The remote monastery dedicated to St Catherine at the foot of Mt Sinai has recently made the news after an attack by gunmen affiliated with the Islamic State.
It is valued by pilgrims and scholars for its religious heritage, and especially its rich library with more than 3,000 manuscripts, most famously the Codex Sinaiticus—the oldest copy of the Bible, and possibly the only substantial book to have survived from the days of the Roman Empire.
The Library of Congress in Washington, DC has an extensive microfilm collection with details of the collection at St Catherine’s shortly after the end of World War II. The LOC web site describes these materials as follows:
In 1949, Kenneth W. Clark, led an expedition to the Middle East under the auspices of the Library of Congress and its partners, to microfilm old manuscripts in various libraries of the Middle East, the largest and most isolated of which was that at St.

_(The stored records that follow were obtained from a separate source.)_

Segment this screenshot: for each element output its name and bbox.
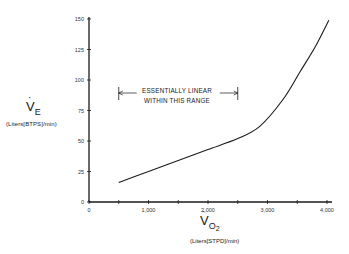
x-axis-units: (Liters[STPD]/min) [190, 238, 239, 244]
x-tick-label: 1,000 [142, 207, 156, 213]
x-axis-label: ·VO2 [200, 213, 220, 231]
y-tick-label: 0 [81, 199, 84, 205]
annotation-line-2: WITHIN THIS RANGE [122, 96, 232, 106]
y-tick-label: 100 [75, 77, 84, 83]
dot-accent: · [202, 206, 205, 217]
x-label-sub-o: O [209, 221, 216, 231]
x-tick-label: 4,000 [320, 207, 334, 213]
y-tick-label: 50 [78, 138, 84, 144]
linear-range-annotation: ESSENTIALLY LINEAR WITHIN THIS RANGE [122, 86, 232, 106]
y-tick-label: 25 [78, 169, 84, 175]
y-tick-label: 150 [75, 16, 84, 22]
y-label-subscript: E [35, 107, 41, 117]
chart-plot: 025507510012515001,0002,0003,0004,000 [0, 0, 349, 254]
x-label-sub-2: 2 [216, 225, 220, 232]
annotation-line-1: ESSENTIALLY LINEAR [122, 86, 232, 96]
x-tick-label: 3,000 [261, 207, 275, 213]
dot-accent: · [28, 92, 31, 103]
x-label-subscript: O2 [209, 221, 220, 231]
x-tick-label: 0 [87, 207, 90, 213]
y-axis-label: ·VE [26, 99, 41, 117]
y-tick-label: 125 [75, 47, 84, 53]
y-axis-units: (Liters[BTPS]/min) [6, 121, 57, 127]
y-tick-label: 75 [78, 108, 84, 114]
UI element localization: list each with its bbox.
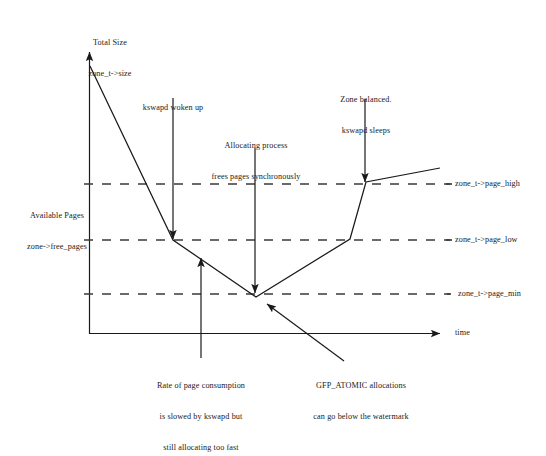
watermark-label-page-high: zone_t->page_high [455, 179, 520, 189]
y-axis-title: Total Size zone_t->size [88, 17, 131, 100]
annotation-gfp-atomic-line1: GFP_ATOMIC allocations [313, 381, 408, 391]
annotation-rate-of-page-consumption: Rate of page consumption is slowed by ks… [157, 360, 245, 456]
y-axis-title-line1: Total Size [88, 38, 131, 48]
annotation-gfp-atomic-line2: can go below the watermark [313, 412, 408, 422]
y-axis-available-pages-label: Available Pages zone->free_pages [27, 190, 87, 273]
x-axis-title: time [455, 328, 470, 338]
y-axis-title-line2: zone_t->size [88, 69, 131, 79]
available-pages-line2: zone->free_pages [27, 242, 87, 252]
annotation-zone-balanced: Zone balanced. kswapd sleeps [340, 74, 391, 157]
available-pages-line1: Available Pages [27, 211, 87, 221]
annotation-gfp-atomic: GFP_ATOMIC allocations can go below the … [313, 360, 408, 443]
annotation-zone-balanced-line1: Zone balanced. [340, 95, 391, 105]
watermark-label-page-min: zone_t->page_min [458, 289, 521, 299]
watermark-label-page-low: zone_t->page_low [455, 235, 518, 245]
annotation-allocating-process: Allocating process frees pages synchrono… [212, 120, 301, 203]
annotation-allocating-process-line1: Allocating process [212, 141, 301, 151]
leader-gfp-atomic [267, 304, 344, 361]
annotation-allocating-process-line2: frees pages synchronously [212, 172, 301, 182]
annotation-kswapd-woken-up: kswapd woken up [143, 82, 204, 134]
annotation-rate-line2: is slowed by kswapd but [157, 412, 245, 422]
annotation-rate-line3: still allocating too fast [157, 443, 245, 453]
annotation-kswapd-woken-up-line1: kswapd woken up [143, 103, 204, 113]
annotation-zone-balanced-line2: kswapd sleeps [340, 126, 391, 136]
annotation-rate-line1: Rate of page consumption [157, 381, 245, 391]
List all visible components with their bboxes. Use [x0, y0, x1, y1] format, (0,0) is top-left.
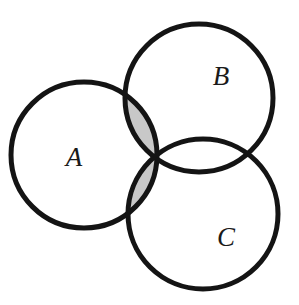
venn-diagram-figure: A B C [0, 0, 299, 305]
set-label-b: B [213, 61, 230, 91]
venn-diagram-canvas: A B C [0, 0, 299, 305]
set-label-c: C [217, 222, 236, 252]
set-label-a: A [64, 142, 83, 172]
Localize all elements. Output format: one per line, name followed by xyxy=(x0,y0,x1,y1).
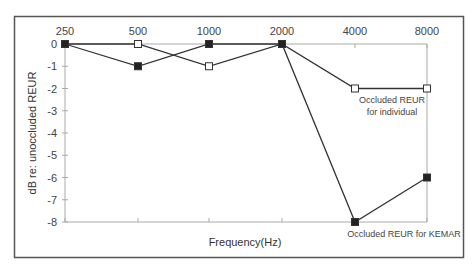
x-tick-label: 1000 xyxy=(197,25,221,37)
open-square-marker xyxy=(352,85,359,92)
y-tick-label: -2 xyxy=(47,83,57,95)
filled-square-marker xyxy=(279,41,286,48)
y-tick-label: -7 xyxy=(47,194,57,206)
filled-square-marker xyxy=(206,41,213,48)
annotation-individual-line1: Occluded REUR xyxy=(359,95,426,105)
chart-frame xyxy=(15,17,464,258)
filled-square-marker xyxy=(135,63,142,70)
annotation-individual-line2: for individual xyxy=(367,107,418,117)
annotation-kemar: Occluded REUR for KEMAR xyxy=(347,229,461,239)
y-tick-label: -6 xyxy=(47,172,57,184)
y-tick-label: 0 xyxy=(51,38,57,50)
x-tick-label: 500 xyxy=(129,25,147,37)
x-tick-label: 4000 xyxy=(343,25,367,37)
open-square-marker xyxy=(424,85,431,92)
y-tick-label: -5 xyxy=(47,149,57,161)
x-tick-label: 2000 xyxy=(270,25,294,37)
y-tick-label: -3 xyxy=(47,105,57,117)
x-axis-title: Frequency(Hz) xyxy=(209,236,282,248)
y-axis-title: dB re: unoccluded REUR xyxy=(26,72,38,195)
chart: 25050010002000400080000-1-2-3-4-5-6-7-8 … xyxy=(0,0,474,272)
open-square-marker xyxy=(135,41,142,48)
y-tick-label: -1 xyxy=(47,60,57,72)
filled-square-marker xyxy=(424,174,431,181)
x-tick-label: 8000 xyxy=(415,25,439,37)
x-tick-label: 250 xyxy=(56,25,74,37)
open-square-marker xyxy=(206,63,213,70)
filled-square-marker xyxy=(62,41,69,48)
y-tick-label: -8 xyxy=(47,216,57,228)
filled-square-marker xyxy=(352,219,359,226)
y-tick-label: -4 xyxy=(47,127,57,139)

Catherine’s. His group evaluated the 3,300 manuscripts held there and chose 1,687 for filming. Finally, the group also prepared under his direction a Checklist of Manuscripts in St. Catherine’s Monastery, Mount Sinai Microfilmed for the Library of Congress (1950), which gave researchers access to both the manuscripts microfilms and the black and white transparencies. The microfilm collection is in the custody of the Humanities and Social Sciences Division, where it still may be requested.
The Library of Congress has recently the digitized microfilms prepared by the Clark expedition in 1949 so that the material can be accessed by scholars around the world. The descriptions of the manuscripts in the Checklist have also been edited and updated as part this process.